Responding to the current boom in home-ownership and home decoration among young, professional, urban Chinese, Hometime is a major exhibition for China about domestic interior design which will tour China as part of Britain’s commercial and cultural campaign, Think UK, during 2003.

The subject of the home, the private space, has considerable public appeal at a time when global communications and technology threaten to eradicate difference in the forms and surfaces of the world: how can architects, designers and policy-makers continue to give people homes and products with personal significance?

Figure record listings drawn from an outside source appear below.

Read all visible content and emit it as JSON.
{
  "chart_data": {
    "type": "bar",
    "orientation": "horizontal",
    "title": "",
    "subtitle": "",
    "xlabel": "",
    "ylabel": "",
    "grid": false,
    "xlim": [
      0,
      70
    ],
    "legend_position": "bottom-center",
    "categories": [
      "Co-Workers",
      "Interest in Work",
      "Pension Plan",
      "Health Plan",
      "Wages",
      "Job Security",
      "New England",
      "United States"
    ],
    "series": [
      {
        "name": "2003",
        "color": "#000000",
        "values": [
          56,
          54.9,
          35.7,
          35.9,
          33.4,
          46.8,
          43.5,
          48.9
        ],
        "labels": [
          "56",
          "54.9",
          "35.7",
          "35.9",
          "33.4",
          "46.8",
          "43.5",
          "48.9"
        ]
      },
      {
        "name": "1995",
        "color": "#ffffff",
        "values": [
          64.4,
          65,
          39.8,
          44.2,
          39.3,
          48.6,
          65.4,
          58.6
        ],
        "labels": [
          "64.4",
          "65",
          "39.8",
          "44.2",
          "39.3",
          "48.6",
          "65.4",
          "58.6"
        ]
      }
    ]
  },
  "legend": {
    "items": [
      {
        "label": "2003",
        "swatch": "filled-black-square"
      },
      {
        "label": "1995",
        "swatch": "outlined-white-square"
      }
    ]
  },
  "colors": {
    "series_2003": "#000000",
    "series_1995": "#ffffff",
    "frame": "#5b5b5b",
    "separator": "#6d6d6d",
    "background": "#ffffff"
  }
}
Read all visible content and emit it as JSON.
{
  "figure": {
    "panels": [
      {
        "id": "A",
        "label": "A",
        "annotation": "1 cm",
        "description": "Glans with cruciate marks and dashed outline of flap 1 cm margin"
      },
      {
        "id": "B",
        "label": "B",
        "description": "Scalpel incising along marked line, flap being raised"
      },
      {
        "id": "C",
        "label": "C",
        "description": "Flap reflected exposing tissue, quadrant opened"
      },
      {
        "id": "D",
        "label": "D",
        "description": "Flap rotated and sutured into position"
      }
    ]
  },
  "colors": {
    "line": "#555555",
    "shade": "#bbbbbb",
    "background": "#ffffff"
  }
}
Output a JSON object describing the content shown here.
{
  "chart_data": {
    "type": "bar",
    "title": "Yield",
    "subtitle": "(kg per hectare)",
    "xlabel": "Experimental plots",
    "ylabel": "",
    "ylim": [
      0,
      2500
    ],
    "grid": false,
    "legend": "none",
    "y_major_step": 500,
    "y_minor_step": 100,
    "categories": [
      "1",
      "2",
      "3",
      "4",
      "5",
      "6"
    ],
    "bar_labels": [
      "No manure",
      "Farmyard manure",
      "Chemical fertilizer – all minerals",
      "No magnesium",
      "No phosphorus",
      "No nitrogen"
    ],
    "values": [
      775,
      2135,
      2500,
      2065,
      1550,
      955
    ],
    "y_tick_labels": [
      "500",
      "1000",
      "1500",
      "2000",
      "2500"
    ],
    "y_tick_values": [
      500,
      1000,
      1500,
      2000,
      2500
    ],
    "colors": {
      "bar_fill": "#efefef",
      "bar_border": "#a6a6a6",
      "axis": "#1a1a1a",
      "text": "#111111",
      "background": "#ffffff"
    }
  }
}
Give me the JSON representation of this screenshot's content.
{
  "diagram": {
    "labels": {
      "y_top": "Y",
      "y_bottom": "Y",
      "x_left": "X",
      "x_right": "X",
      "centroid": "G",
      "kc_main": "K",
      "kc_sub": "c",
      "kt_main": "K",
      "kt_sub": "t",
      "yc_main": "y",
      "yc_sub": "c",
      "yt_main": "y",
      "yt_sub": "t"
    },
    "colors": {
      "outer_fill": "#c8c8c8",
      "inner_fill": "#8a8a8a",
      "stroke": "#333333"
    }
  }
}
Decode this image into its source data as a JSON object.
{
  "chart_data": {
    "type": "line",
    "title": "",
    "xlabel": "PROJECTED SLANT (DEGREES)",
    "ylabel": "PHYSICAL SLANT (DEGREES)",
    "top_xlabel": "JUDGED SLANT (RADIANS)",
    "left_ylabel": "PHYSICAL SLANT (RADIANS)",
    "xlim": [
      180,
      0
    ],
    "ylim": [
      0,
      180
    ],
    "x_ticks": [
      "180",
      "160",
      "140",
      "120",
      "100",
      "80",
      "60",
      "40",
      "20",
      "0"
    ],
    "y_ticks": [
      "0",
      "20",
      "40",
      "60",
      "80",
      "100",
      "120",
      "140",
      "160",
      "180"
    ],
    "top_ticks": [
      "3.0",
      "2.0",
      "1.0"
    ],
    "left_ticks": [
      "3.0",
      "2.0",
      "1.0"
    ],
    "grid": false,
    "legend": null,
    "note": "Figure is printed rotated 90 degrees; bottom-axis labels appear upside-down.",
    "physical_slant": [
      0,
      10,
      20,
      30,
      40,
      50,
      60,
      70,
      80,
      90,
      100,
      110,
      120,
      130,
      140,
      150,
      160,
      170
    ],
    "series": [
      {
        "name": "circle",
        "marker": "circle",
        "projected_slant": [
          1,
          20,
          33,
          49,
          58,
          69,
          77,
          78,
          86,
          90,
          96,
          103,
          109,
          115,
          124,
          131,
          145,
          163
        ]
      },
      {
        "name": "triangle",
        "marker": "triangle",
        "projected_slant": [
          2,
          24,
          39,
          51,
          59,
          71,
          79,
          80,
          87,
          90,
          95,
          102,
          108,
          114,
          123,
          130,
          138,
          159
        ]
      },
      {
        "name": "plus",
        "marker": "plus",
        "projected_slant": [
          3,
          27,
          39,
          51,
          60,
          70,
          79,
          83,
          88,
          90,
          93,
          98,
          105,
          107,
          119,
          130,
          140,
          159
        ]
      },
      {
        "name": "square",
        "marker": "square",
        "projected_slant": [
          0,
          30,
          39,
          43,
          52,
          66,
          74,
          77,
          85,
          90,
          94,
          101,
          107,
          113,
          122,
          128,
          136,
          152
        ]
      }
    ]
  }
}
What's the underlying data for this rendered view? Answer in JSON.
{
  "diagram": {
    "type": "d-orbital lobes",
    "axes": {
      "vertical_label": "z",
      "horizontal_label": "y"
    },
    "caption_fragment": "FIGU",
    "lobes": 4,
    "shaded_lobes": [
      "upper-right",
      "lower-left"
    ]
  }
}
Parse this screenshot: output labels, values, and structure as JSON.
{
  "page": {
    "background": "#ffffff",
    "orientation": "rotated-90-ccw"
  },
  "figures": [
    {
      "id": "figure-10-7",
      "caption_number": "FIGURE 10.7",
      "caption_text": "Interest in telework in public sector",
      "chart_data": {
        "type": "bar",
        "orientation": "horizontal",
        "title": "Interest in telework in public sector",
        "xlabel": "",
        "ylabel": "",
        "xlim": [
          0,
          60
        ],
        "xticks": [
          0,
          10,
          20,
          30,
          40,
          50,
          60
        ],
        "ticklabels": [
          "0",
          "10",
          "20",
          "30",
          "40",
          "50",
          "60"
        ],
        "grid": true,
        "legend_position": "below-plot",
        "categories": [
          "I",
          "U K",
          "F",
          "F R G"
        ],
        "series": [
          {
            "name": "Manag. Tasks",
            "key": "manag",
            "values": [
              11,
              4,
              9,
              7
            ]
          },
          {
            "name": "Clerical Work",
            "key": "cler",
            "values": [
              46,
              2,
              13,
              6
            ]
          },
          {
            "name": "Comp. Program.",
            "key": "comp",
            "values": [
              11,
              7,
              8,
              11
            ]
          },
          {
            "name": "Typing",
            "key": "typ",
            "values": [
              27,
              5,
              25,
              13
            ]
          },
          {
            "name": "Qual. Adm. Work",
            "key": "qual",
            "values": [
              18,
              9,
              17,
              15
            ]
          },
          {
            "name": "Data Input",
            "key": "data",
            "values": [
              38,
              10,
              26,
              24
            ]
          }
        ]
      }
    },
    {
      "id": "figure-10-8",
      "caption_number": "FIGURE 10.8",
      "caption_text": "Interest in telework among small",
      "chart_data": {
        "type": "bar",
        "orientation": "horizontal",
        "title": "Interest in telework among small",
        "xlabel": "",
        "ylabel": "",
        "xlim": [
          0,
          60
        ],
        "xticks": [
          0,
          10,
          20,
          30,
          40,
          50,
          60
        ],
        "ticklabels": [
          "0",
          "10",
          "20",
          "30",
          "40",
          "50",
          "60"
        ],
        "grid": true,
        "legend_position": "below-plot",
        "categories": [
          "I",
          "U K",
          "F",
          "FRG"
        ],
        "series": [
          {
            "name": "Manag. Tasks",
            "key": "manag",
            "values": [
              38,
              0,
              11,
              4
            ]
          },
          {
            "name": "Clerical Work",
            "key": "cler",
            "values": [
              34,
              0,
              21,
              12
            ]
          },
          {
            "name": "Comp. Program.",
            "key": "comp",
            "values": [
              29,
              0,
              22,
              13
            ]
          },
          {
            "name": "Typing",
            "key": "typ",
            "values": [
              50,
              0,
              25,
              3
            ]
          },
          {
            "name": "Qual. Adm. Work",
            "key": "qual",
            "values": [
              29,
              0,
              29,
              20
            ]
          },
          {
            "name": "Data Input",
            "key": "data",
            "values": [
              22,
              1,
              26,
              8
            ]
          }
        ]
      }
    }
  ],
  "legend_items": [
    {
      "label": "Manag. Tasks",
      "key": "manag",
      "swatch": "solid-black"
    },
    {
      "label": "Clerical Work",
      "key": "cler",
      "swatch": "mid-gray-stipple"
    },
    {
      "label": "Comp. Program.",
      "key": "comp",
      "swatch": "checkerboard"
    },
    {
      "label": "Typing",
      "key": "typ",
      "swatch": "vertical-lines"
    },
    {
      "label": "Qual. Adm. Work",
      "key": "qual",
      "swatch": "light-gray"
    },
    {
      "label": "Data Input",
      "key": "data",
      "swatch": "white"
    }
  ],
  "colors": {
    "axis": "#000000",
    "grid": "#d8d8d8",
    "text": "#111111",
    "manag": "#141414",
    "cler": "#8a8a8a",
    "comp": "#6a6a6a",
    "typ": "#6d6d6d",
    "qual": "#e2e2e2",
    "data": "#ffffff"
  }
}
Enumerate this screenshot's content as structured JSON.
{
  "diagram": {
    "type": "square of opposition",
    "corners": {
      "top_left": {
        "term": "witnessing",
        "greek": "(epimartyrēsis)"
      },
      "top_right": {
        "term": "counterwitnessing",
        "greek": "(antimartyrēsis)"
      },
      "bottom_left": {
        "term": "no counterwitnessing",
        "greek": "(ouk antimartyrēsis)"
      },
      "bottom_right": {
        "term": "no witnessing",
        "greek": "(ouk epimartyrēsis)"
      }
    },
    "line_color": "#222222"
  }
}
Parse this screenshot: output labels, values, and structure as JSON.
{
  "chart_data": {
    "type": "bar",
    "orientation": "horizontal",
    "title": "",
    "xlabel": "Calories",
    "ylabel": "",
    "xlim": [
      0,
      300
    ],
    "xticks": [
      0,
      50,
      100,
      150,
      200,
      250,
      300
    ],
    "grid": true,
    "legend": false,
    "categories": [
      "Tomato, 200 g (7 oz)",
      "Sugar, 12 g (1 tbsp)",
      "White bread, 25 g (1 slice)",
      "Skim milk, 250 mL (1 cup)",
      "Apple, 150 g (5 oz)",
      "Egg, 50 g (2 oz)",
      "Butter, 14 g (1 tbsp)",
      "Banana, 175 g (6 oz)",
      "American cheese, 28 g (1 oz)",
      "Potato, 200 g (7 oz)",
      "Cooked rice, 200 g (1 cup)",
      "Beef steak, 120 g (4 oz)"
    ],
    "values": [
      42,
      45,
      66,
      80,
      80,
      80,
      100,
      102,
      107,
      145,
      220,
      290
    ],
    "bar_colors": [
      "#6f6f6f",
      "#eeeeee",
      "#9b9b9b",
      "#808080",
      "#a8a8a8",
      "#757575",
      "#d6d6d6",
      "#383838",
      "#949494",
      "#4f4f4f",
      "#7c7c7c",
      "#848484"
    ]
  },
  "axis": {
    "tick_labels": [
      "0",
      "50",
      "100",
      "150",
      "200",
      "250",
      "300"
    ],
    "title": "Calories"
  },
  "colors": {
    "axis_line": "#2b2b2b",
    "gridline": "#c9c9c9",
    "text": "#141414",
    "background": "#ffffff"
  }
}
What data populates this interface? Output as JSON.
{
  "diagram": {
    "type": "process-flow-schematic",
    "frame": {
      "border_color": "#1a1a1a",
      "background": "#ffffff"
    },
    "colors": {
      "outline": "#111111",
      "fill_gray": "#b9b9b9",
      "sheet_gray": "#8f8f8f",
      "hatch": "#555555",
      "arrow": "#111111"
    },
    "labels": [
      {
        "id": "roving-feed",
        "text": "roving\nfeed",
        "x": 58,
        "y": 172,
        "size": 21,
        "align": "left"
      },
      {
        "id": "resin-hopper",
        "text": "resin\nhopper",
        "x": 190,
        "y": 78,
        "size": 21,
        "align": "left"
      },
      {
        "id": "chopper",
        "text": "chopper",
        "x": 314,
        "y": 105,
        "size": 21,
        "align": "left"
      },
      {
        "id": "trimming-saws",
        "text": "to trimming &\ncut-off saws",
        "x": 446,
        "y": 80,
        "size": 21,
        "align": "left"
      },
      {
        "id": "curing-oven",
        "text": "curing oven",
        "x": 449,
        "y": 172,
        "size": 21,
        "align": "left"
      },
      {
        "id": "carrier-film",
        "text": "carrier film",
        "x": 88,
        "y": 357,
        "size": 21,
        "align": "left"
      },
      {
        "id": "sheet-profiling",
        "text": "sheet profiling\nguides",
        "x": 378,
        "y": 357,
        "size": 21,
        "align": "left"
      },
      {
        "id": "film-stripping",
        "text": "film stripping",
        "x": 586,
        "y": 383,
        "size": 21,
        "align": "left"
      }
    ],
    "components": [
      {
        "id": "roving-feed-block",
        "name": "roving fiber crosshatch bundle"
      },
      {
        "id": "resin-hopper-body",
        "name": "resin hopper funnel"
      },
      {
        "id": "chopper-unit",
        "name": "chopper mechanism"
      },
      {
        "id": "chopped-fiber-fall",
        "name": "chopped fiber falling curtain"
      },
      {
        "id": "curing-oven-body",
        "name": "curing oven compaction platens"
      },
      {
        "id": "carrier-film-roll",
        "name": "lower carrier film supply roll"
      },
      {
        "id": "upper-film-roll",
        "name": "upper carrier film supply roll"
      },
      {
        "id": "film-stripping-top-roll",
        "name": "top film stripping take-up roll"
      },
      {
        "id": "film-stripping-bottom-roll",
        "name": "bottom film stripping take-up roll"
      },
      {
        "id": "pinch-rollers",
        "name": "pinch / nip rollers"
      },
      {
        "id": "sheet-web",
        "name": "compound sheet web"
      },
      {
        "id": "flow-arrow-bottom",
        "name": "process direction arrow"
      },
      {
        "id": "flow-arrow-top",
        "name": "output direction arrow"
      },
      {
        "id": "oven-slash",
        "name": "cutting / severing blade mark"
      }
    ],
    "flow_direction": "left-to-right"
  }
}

Eight of Britain’s most celebrated designers have been invited to design a room each for a character types from fiction, history or contemporary culture. Product and lighting designer Tord Boontje will collaborate with editor and stylist Ilse Crawford on a boudoir, a ‘room of one’s own’ for the modern woman. Tom Dixon will design a room for a Prime Minister that expresses the best of Britain. Interactive designers Digit will produce a virtual ‘home-from-home’ for Li Tie, the Chinese footballer playing for Everton. Radical young architectural practices F.A.T. and Block will design a sybaritic bathroom-retreat for a celebrity couple and a live/work space for a 21st century Sherlock Holmes – one of the British ‘characters’ best known in China. Ben Kelly, designer of the children's basement at the Science Museum, will develop an environment for a visually impaired child. The final room will focus on the needs of an elderly living with a younger family, designed by graduates of the Royal College of Art’s Helen Hamlyn Research Centre.